Karim Zaghib has worked as a microchemist and physicist in the field of batteries for 38 years. Born in Algeria, he chose to settle in Quebec.

“We have to link everything with the energy transition,” he says in an interview with La Presse. It’s everyone’s business, that’s what I always explain to my children. »

The electrification of transport, for Karim Zaghib, is a life mission. He’s known it since he was a teenager. “I was 15 and I have asthma. I was in the south of France on vacation with my parents. There was a big traffic jam, I was very ill and even hospitalized,” he says.

“Sometimes we forget that. Figures from Harvard say 2 million people die each year in traffic accidents, but 8 million people die from fossil fuel-related transportation. Since that day, it has been my passion. »

After having been a research director at Hydro-Québec for a long time, he is now president of the company’s Electrification, a Concordia University research project that received federal funding of $123 million last April.

This project covers three main areas: technological development, net zero buildings (which can produce as much energy as they consume) as well as living laboratories, and social impact. It fits into an even bigger picture, as a total of 11 similar Canadian university initiatives have been supported to the tune of $1.4 billion.

Since 2022, Mr. Zaghib has been a full professor of chemical and materials engineering at Concordia University. “The young people, they are enthusiastic. They know what’s going on. They know there are problems, my role is to pass the torch. Every time I give a class, I am enthusiastic,” he smiles.

Although he may pass on his knowledge to students, the professor fundamentally believes that it goes further. The car still represents in our minds a synonym for freedom, which harms the development of other forms of transport. Especially since the electric car is not at all the “only solution”, in his opinion.

“It’s not normal that between Montreal and Quebec, then Montreal and Toronto, there is no TGV. […] The crux of the matter is money. The tramway in Quebec is a good example, but awareness needs to really reach everyone. »

The main interested party also says he is happy with the progress made in the last four or five years, saying he sees “courageous people” investing in projects like that of Volta Canada Energy Solutions in Granby, which we will still be talking about “in 10 or 15 years “.

And that’s without forgetting that we find all the natural resources essential to the field – with the exception of manganese – on the territory of Quebec: aluminum, graphite, copper, iron, cobalt, nickel, phosphate and lithium.

In 2026, the International Meeting on Lithium Batteries conference will also be held at the Palais des congrès de Montréal, which would not have been possible without the sustained efforts of Karim Zaghib for globally recognized Quebec representation.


=== What this task involves ===
Repeat the data in full. Every line must match.

=== Stored data ===
● ● ●
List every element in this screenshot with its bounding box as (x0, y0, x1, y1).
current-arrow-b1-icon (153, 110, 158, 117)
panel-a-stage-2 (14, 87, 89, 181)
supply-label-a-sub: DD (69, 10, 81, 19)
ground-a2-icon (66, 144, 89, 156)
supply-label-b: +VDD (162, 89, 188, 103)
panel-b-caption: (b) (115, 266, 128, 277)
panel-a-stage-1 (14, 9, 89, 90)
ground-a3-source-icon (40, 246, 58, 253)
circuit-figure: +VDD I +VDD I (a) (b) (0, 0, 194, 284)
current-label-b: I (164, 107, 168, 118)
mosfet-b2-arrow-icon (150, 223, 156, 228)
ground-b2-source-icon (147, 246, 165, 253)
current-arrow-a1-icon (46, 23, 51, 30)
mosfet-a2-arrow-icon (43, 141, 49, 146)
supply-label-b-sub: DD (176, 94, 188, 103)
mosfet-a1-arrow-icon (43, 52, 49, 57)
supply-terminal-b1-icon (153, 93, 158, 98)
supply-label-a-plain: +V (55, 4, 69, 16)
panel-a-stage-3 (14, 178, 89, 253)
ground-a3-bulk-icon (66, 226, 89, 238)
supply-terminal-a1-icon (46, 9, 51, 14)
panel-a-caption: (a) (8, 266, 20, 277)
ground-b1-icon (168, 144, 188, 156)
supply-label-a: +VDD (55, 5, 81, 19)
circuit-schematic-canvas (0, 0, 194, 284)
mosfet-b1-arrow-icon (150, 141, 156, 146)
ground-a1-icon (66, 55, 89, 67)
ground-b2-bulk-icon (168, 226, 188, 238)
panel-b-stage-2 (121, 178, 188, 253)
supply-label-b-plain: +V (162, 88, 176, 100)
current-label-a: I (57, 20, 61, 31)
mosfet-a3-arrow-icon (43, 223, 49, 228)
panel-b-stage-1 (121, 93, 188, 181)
● ● ●
=== Solution to this task ===
List every element in this screenshot with its bounding box as (x0, y0, x1, y1).
current-arrow-b1-icon (153, 110, 158, 117)
panel-a-stage-2 (14, 87, 89, 181)
supply-label-a-sub: DD (69, 10, 81, 19)
ground-a2-icon (66, 144, 89, 156)
supply-label-b: +VDD (162, 89, 188, 103)
panel-b-caption: (b) (115, 266, 128, 277)
panel-a-stage-1 (14, 9, 89, 90)
ground-a3-source-icon (40, 246, 58, 253)
circuit-figure: +VDD I +VDD I (a) (b) (0, 0, 194, 284)
current-label-b: I (164, 107, 168, 118)
mosfet-b2-arrow-icon (150, 223, 156, 228)
ground-b2-source-icon (147, 246, 165, 253)
current-arrow-a1-icon (46, 23, 51, 30)
mosfet-a2-arrow-icon (43, 141, 49, 146)
supply-label-b-sub: DD (176, 94, 188, 103)
mosfet-a1-arrow-icon (43, 52, 49, 57)
supply-terminal-b1-icon (153, 93, 158, 98)
supply-label-a-plain: +V (55, 4, 69, 16)
panel-a-stage-3 (14, 178, 89, 253)
ground-a3-bulk-icon (66, 226, 89, 238)
supply-terminal-a1-icon (46, 9, 51, 14)
panel-a-caption: (a) (8, 266, 20, 277)
ground-b1-icon (168, 144, 188, 156)
supply-label-a: +VDD (55, 5, 81, 19)
circuit-schematic-canvas (0, 0, 194, 284)
mosfet-b1-arrow-icon (150, 141, 156, 146)
ground-a1-icon (66, 55, 89, 67)
ground-b2-bulk-icon (168, 226, 188, 238)
panel-b-stage-2 (121, 178, 188, 253)
supply-label-b-plain: +V (162, 88, 176, 100)
current-label-a: I (57, 20, 61, 31)
mosfet-a3-arrow-icon (43, 223, 49, 228)
panel-b-stage-1 (121, 93, 188, 181)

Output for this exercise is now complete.